Muscat: PN ignored its own warnings on poison-pen blog association

Joseph Muscat on Egrant allegation: ‘The lessons the Maltese people have taught us are that they do not reward negativity’

File photo shows Prime Minister Joseph Muscat and Michelle Muscat cast their vote (Photo: James Bianchi/MediaToday)
File photo shows Prime Minister Joseph Muscat and Michelle Muscat cast their vote (Photo: James Bianchi/MediaToday)

Prime Minister Joseph Muscat gave his own dissection of the discordant relationship with Opposition leader Simon Busuttil, saying his adversary had tied the fate of his party to that of Daphne Caruana Galizia by taking ownership of an allegation that his wife was the owner of a secret offshore company.

The Egrant claim precipitated a magisterial inquiry that is still ongoing and led Muscat to call a snap election, claiming that Busuttil was sowing instability in the country.

“He took his people out on a national protest on the strength of a lie, and made an appeal to the forces of law and order to take some sort of action against me, or carry out an act of disobedience… there were moments where my wife and I were listening to a lie that was intended at destroying my career and bringing instability in the country,” Muscat said on One TV’s Arena.

The Labour leader also said that he knew Busuttil had told a dinner guest of the allegation, that the party had documents showing Michelle Muscat was the owner of the Panama company Egrant.

“At first we laughed about it, but when we saw it published in the blog, Busuttil’s solemn press conference, and the protest… even a Mosta PN club billboard with my wife and I behind bars, where at that point my children began asking what they will do if we go to prison. These were stressful moments.”

Muscat said he put his head on the block by calling for a magisterial inquiry, a move which he feels was noted as a genuine action by voters.

“They chose wisely. The lessons the Maltese people have taught us are that they do not reward negativity, and they are not ready to be led by the nose,” Muscat said.

Muscat was also clear about the PN’s seduction by Malta Independent columnist Daphne Caruana Galizia, describing her actions as a deliberate conflation of lies with a speck of truth.

“We now expect a reasonable opposition, not some other electoral loss report to let them know that it should not be used as a prop for Caruana Galizia,” he said, referring to the 2013 report penned by Ann Fenech, Rosette Thake (now former PN administrative council president and secretary-general) and Mary Anne Lauri, the former University pro-rector who lent her face to PN billboards this year: that report had clearly referred to “sympathisers writing in their own blogs... whom the PN should have repeatedly disassociated itself from when such blogs dealt with comments of a personal nature”, without expressly mentioning Caruana Galizia.

“If Busuttil’s successor keeps up the same tactic, the same electoral result will be brought upon them,” Muscat said.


Using the records that follow, count the lines containing the word "caption" and give that number only.

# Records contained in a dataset
=====

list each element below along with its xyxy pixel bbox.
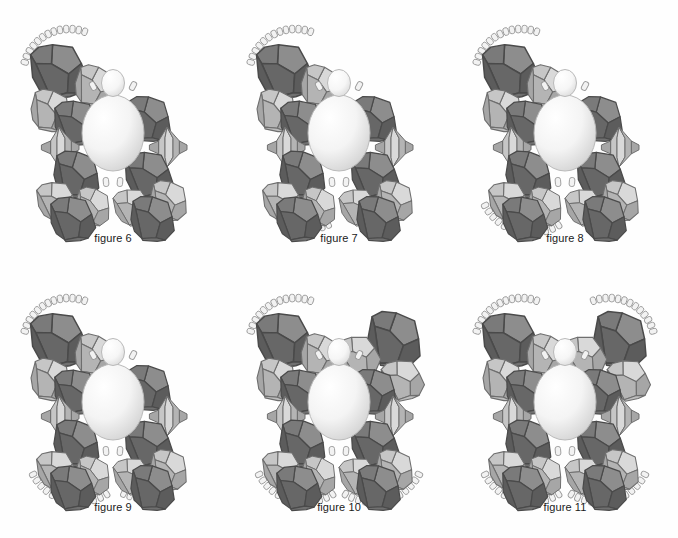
capsule-arc-unit bbox=[75, 295, 82, 304]
capsule-arc-unit bbox=[289, 25, 295, 33]
capsule-linker bbox=[103, 446, 109, 455]
central-sphere bbox=[308, 364, 370, 440]
capsule-linker bbox=[555, 446, 561, 455]
central-sphere bbox=[308, 95, 370, 171]
small-sphere bbox=[554, 339, 577, 366]
diagram-sheet: figure 6figure 7figure 8figure 9figure 1… bbox=[0, 0, 678, 538]
capsule-linker bbox=[355, 81, 364, 91]
capsule-arc-unit bbox=[596, 295, 603, 304]
capsule-linker bbox=[129, 81, 138, 91]
capsule-arc-unit bbox=[533, 27, 540, 36]
panel-figure-8: figure 8 bbox=[452, 0, 678, 269]
panel-figure-6: figure 6 bbox=[0, 0, 226, 269]
panel-figure-7: figure 7 bbox=[226, 0, 452, 269]
figure-caption: figure 8 bbox=[452, 232, 678, 244]
capsule-arc-unit bbox=[522, 25, 528, 33]
capsule-arc-unit bbox=[615, 295, 622, 303]
capsule-arc-unit bbox=[307, 296, 314, 305]
capsule-arc-unit bbox=[289, 294, 295, 302]
capsule-arc-unit bbox=[81, 27, 88, 36]
figure-caption: figure 11 bbox=[452, 501, 678, 513]
figure-caption: figure 10 bbox=[226, 501, 452, 513]
capsule-arc-unit bbox=[70, 294, 76, 302]
capsule-arc-unit bbox=[75, 26, 82, 35]
capsule-arc-unit bbox=[81, 296, 88, 305]
capsule-arc-unit bbox=[590, 296, 597, 305]
central-sphere bbox=[534, 364, 596, 440]
capsule-arc-unit bbox=[609, 294, 615, 302]
capsule-arc-unit bbox=[283, 295, 290, 303]
central-sphere bbox=[82, 364, 144, 440]
capsule-arc-unit bbox=[296, 294, 302, 302]
figure-artwork-figure-10 bbox=[226, 269, 452, 514]
capsule-arc-unit bbox=[522, 294, 528, 302]
figure-caption: figure 9 bbox=[0, 501, 226, 513]
central-sphere bbox=[534, 95, 596, 171]
figure-artwork-figure-7 bbox=[226, 0, 452, 245]
capsule-arc-unit bbox=[283, 26, 290, 34]
panel-figure-10: figure 10 bbox=[226, 269, 452, 538]
small-sphere bbox=[102, 70, 125, 97]
capsule-arc-unit bbox=[63, 294, 69, 302]
capsule-arc-unit bbox=[301, 295, 308, 304]
capsule-linker bbox=[343, 177, 349, 186]
capsule-arc-unit bbox=[527, 26, 534, 35]
panel-figure-9: figure 9 bbox=[0, 269, 226, 538]
capsule-linker bbox=[129, 350, 138, 360]
capsule-linker bbox=[569, 446, 575, 455]
small-sphere bbox=[554, 70, 577, 97]
capsule-arc-unit bbox=[509, 26, 516, 34]
capsule-arc-unit bbox=[527, 295, 534, 304]
capsule-linker bbox=[329, 446, 335, 455]
figure-caption: figure 7 bbox=[226, 232, 452, 244]
capsule-linker bbox=[117, 177, 123, 186]
figure-artwork-figure-8 bbox=[452, 0, 678, 245]
capsule-linker bbox=[569, 177, 575, 186]
figure-artwork-figure-9 bbox=[0, 269, 226, 514]
capsule-arc-unit bbox=[57, 26, 64, 34]
capsule-arc-unit bbox=[296, 25, 302, 33]
capsule-arc-unit bbox=[509, 295, 516, 303]
figure-caption: figure 6 bbox=[0, 232, 226, 244]
capsule-linker bbox=[329, 177, 335, 186]
capsule-arc-unit bbox=[301, 26, 308, 35]
figure-artwork-figure-6 bbox=[0, 0, 226, 245]
capsule-arc-unit bbox=[603, 294, 609, 302]
capsule-arc-unit bbox=[57, 295, 64, 303]
capsule-arc-unit bbox=[307, 27, 314, 36]
capsule-arc-unit bbox=[533, 296, 540, 305]
small-sphere bbox=[102, 339, 125, 366]
capsule-arc-unit bbox=[515, 25, 521, 33]
capsule-arc-unit bbox=[63, 25, 69, 33]
capsule-arc-unit bbox=[70, 25, 76, 33]
capsule-linker bbox=[103, 177, 109, 186]
panel-figure-11: figure 11 bbox=[452, 269, 678, 538]
capsule-linker bbox=[555, 177, 561, 186]
capsule-arc-unit bbox=[515, 294, 521, 302]
small-sphere bbox=[328, 70, 351, 97]
capsule-linker bbox=[117, 446, 123, 455]
capsule-linker bbox=[343, 446, 349, 455]
small-sphere bbox=[328, 339, 351, 366]
central-sphere bbox=[82, 95, 144, 171]
figure-artwork-figure-11 bbox=[452, 269, 678, 514]
capsule-linker bbox=[581, 81, 590, 91]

=====

# TASK RESULT
6